That was just to find the people who might agree with them. When it come time to track down the people that they don’t like, that’s when the geo-fencing will get really intense.
Mosques.
Gay Bars.
Non-English speaking locations.
Libraries.
Suspicious bookstores.
Any kind of alternative lifestyle location.
Clubs or concerts for music they don’t like.
etc…
Heck, build an “antidex” of enemies, buy the locations in real time and plot it in a Pokemon Go-type app for their goons to play with. Gotta catch them all!
I’m sure someone makes a lightweight lead lined pouch to keep cell phones in by now. Because if you don’t mind slightly more weight you could technically carry the phone around without anything pinging it that way
It sounds like a great idea for transporting the phone… but if you need to use it, you have to take it out of the bag, and then you’re back “on the grid.”
Any mobile app you have on your phone that is set to “allow location tracking” = always can get you location data. It can then sell that data to anyone and everyone.
If you have ever gotten an alert because you were near a store whose mobile app you have, this is how that works. Track the data, put in a list of lat-lons for were the stores are, pop an alert when your phone is close. Or sell the data.
This is the reason I don’t allow most apps to know my location. Other than weather which needs it and maps which needs it. And those I have set to “only when using the app”.
Here’s an article from last year about US & Canadian cell carriers selling location data to third party companies.
From the article:
Kevin Bankston, director of New America’s Open Technology Institute, explained in a phone call that the Electronic Communications Privacy Act only restricts telecom companies from disclosing data to the government. It doesn’t restrict disclosure to other companies, who then may disclose that same data to the government.
He called that loophole “one of the biggest gaps in US privacy law.”
“The issue doesn’t appear to have been directly litigated before, but because of the way that the law only restricts disclosures by these types of companies to government, my fear is that they would argue that they can do a pass-through arrangement like this,” he said.
LocationSmart, a California-based technology company, is one of a handful of so-called data aggregators. It claimed to have “direct connections” to cell carrier networks to obtain real-time cell phone location data from nearby cell towers. It’s less accurate than using GPS, but cell tower data won’t drain a phone battery and doesn’t require a user to install an app. Verizon, one of many cell carriers that sells access to its vast amounts of customer location data, counts LocationSmart as a close partner.
So yeah, it looks like right now it is legal to sell data of where someone has been. However, the article mentions that the law does consent is required from owners, and it’s unknown if they actually got consent. They could be using a limited subset of people who gave consent or they could just be ignoring that and telecoms could be selling everyone’s location. Since no one is auditing the data, I don’t know how it’s known if someone consented or not.
Not to mention that even if they did consent for data tracking, it’s unknown if people were specifically agreeing to that, or if it was something small snuck into a very long user agreement.
Besides targeted messaging, another use for this kind of information is targeted voter suppression.
In the 2011 Canadian election, the Conservatives targeted a number of close ridings with misleading robocalls claiming to be from Elections Canada, telling voters that their polling location had been changed. They had a big database of all their supporters, so they could avoid robocalling them. In the end, there was a show trial where this Canada-wide operation was all blamed on a low-level staffer in one riding, who was on vacation when this was supposed to be happening. He went to jail, but I presume he was well rewarded for taking the fall.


Whenever a line of the material contains the string "Production", it should be copied.
───── Data excerpts ─────
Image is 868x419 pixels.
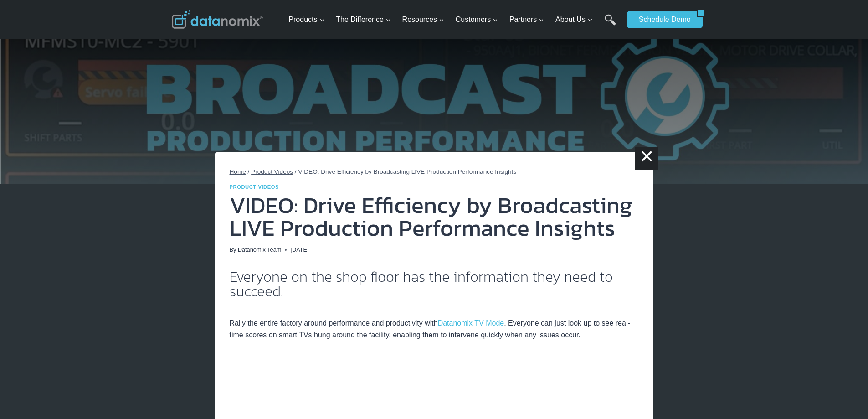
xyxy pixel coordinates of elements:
h2: Everyone on the shop floor has the information they need to succeed. [230,270,639,299]
span: Products [289,14,325,26]
span: About Us [556,14,593,26]
span: The Difference [336,14,391,26]
a: Datanomix TV Mode [438,319,505,327]
p: Rally the entire factory around performance and productivity with . Everyone can just look up to ... [230,306,639,341]
span: Customers [456,14,498,26]
span: / [248,168,250,175]
span: Partners [510,14,544,26]
a: Search [605,14,616,34]
a: × [635,147,658,170]
span: By [230,245,236,254]
nav: Primary Navigation [285,5,622,34]
img: Datanomix [172,11,263,29]
a: Product Videos [230,184,279,190]
nav: Breadcrumbs [230,167,639,177]
a: Product Videos [251,168,293,175]
h1: VIDEO: Drive Efficiency by Broadcasting LIVE Production Performance Insights [230,194,639,239]
span: VIDEO: Drive Efficiency by Broadcasting LIVE Production Performance Insights [298,168,516,175]
span: / [295,168,297,175]
span: Resources [402,14,444,26]
a: Datanomix Team [238,247,281,253]
time: [DATE] [290,245,309,254]
a: Schedule Demo [627,11,696,28]
a: Home [230,168,246,175]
─────
- Answer area
h1: VIDEO: Drive Efficiency by Broadcasting LIVE Production Performance Insights [230,194,639,239]
span: VIDEO: Drive Efficiency by Broadcasting LIVE Production Performance Insights [298,168,516,175]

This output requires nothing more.